Founder proud of Utah's ACLU
State organization has defended people's rights for a half-century
Stephen P. Smoot vividly recalls the early days of the Utah chapter of the ACLU: There were only a handful of people in Salt Lake who wanted to get things going, but they felt they had to.
The reason?
Among other things, in the 1950s the chilling influence of red-baiting Sen. Joseph McCarthy was sweeping in from Washington, D.C., and from McCarthy's home state, Wisconsin, to the Intermountain West.
Smoot noted with dismay that prominent people in Utah were being wrongly smeared as "communists" conspiring to destroy America.
"We thought it would be well to start something here," Smoot said Friday, following an informal gathering of former local ACLU directors and members.
Adam "Mickey" Duncan, a community activist and later a member of the Utah Legislature, obtained the national ACLU charter. Another founding member was Spencer Kimball Jr., dean of the University of Utah School of Law and son of the late president of The Church of Jesus Christ of Latter-day Saints.
Those two men and Smoot were the three original linchpins of the fledgling American Civil Liberties Union of Utah, and now Smoot, who will be 80 next month, is the only living founder.

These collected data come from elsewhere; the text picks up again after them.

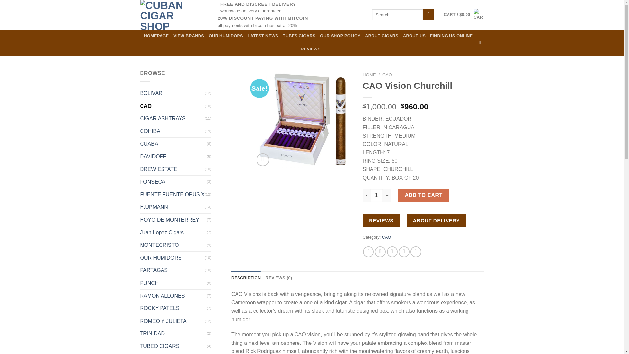 The height and width of the screenshot is (354, 629). I want to click on OUR SHOP POLICY, so click(340, 36).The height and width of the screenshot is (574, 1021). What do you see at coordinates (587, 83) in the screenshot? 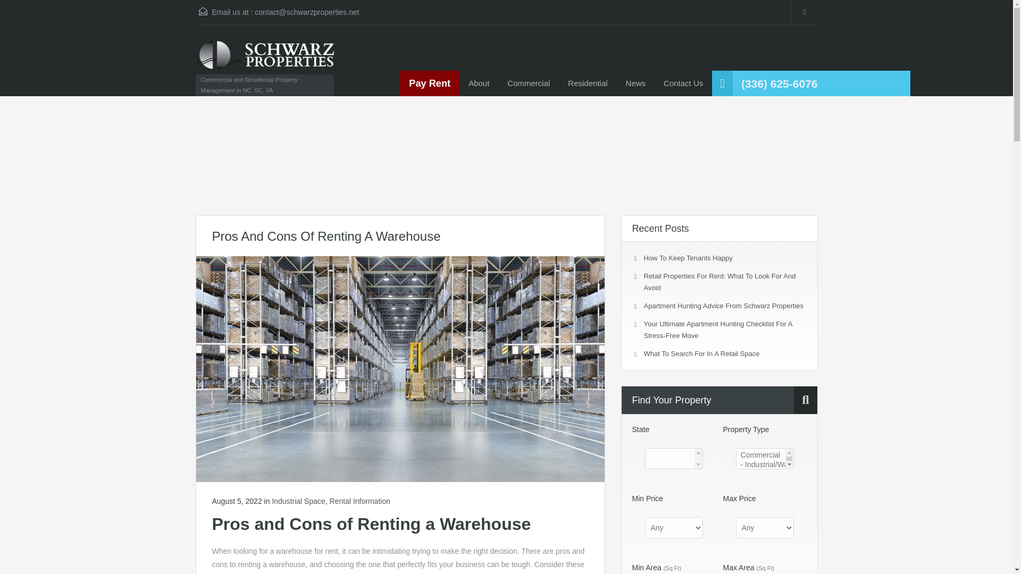
I see `Residential` at bounding box center [587, 83].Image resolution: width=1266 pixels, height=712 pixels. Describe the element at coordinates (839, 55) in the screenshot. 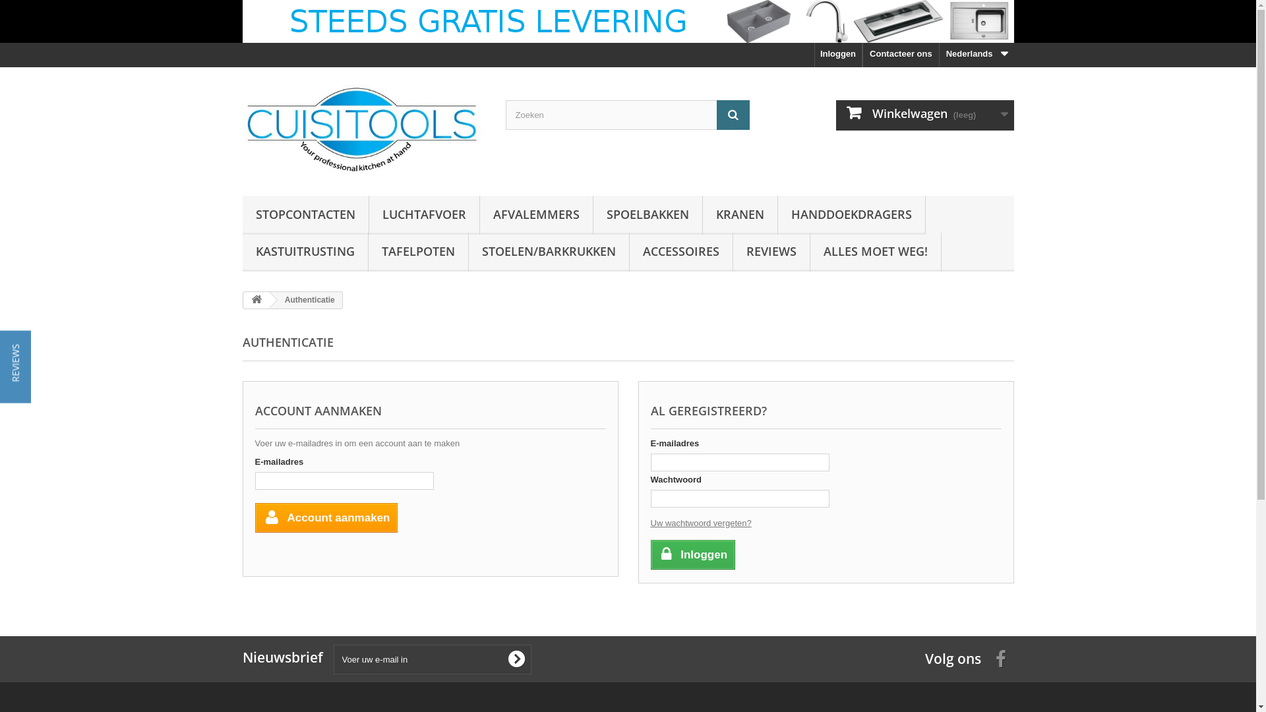

I see `Inloggen` at that location.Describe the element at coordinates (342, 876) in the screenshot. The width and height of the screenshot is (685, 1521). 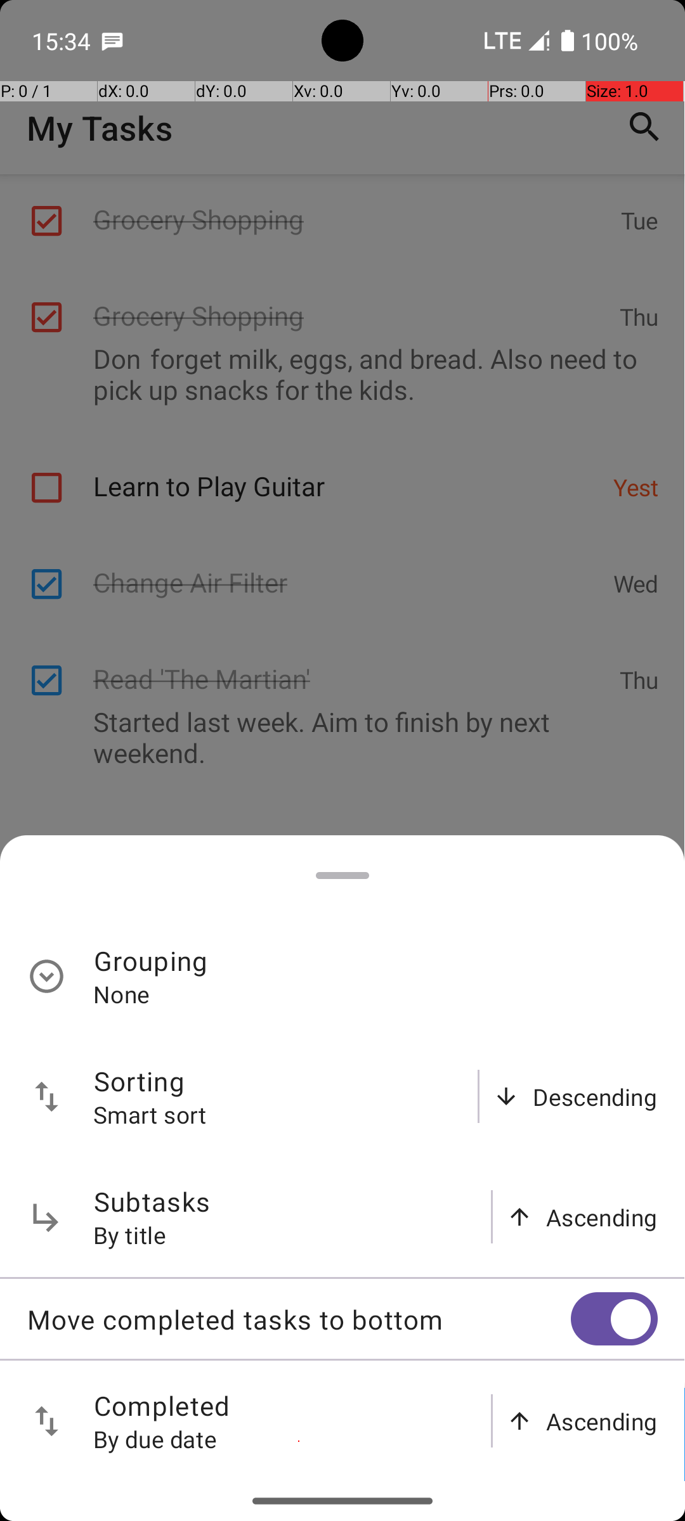
I see `Drag handle` at that location.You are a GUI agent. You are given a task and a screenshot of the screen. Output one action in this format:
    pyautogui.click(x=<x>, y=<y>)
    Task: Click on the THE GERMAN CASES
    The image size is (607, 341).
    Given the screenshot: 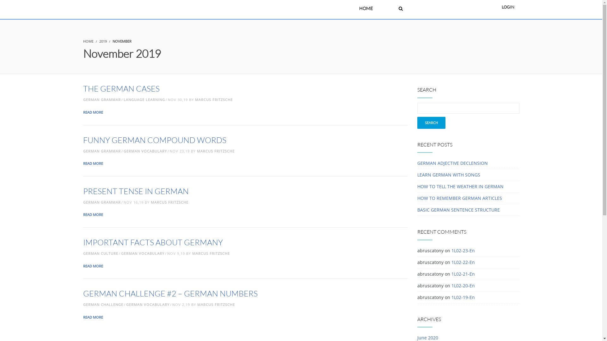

"People were being accused of being communists, and this sort of upset me," Smoot said, recalling the 1958 founding of this state's ACLU chapter. "We were slipping into our own microcosm of McCarthyism in Utah."
In the early days, people were not too familiar with the ACLU, so its members went to police courts and city halls to seek out those whose constitutional rights might be getting violated. When violations were uncovered, an ACLU attorney was ready to help those individuals.
Smoot, who served as the group's second president, after Duncan, later took a less active role because he needed to focus on his work as director of the U.S. Department of Commerce International Trade Association of Utah, but he always remained a member.
He said he is proud the local ACLU has kept alive "the notion of what civil liberties are all about" over the years. He hasn't agreed with every decision the group has made, but he applauds its overall mission.
"They've asserted themselves so that we're well established and people know to seek them out," he said. "The central idea of civil liberties and civil rights certainly began with groups like these."
E-mail: lindat@desnews.com
- KSL-TV welcomes 2 new anchors, new format
- Utah woman adopted as baby faces deportation...
- Identities released in St. George fatal plane...
- Final movement: Retiring violinist reflects...
- Holiday campers surprised by canyon snowfall
- Dangerous silence: Why you need to talk to...
- Weekend rescuers save horse in basement,...
- Personal investments from Primary hospital...
- Is this dress too short? Tooele teen...
58 - Dangerous silence: Why you need to talk...
27 - Studies try to find why poorer people...
26 - Sarah Palin catches flak over her Orrin...
24 - Liljenquist pushing to make name for...
21 - Several Utah high schools moving to...
13 - KSL-TV welcomes 2 new anchors, new format
10 - Senate rejects GOP, Democrat plans on...
7






DeseretNews.com encourages a civil dialogue among its readers. We welcome your thoughtful comments.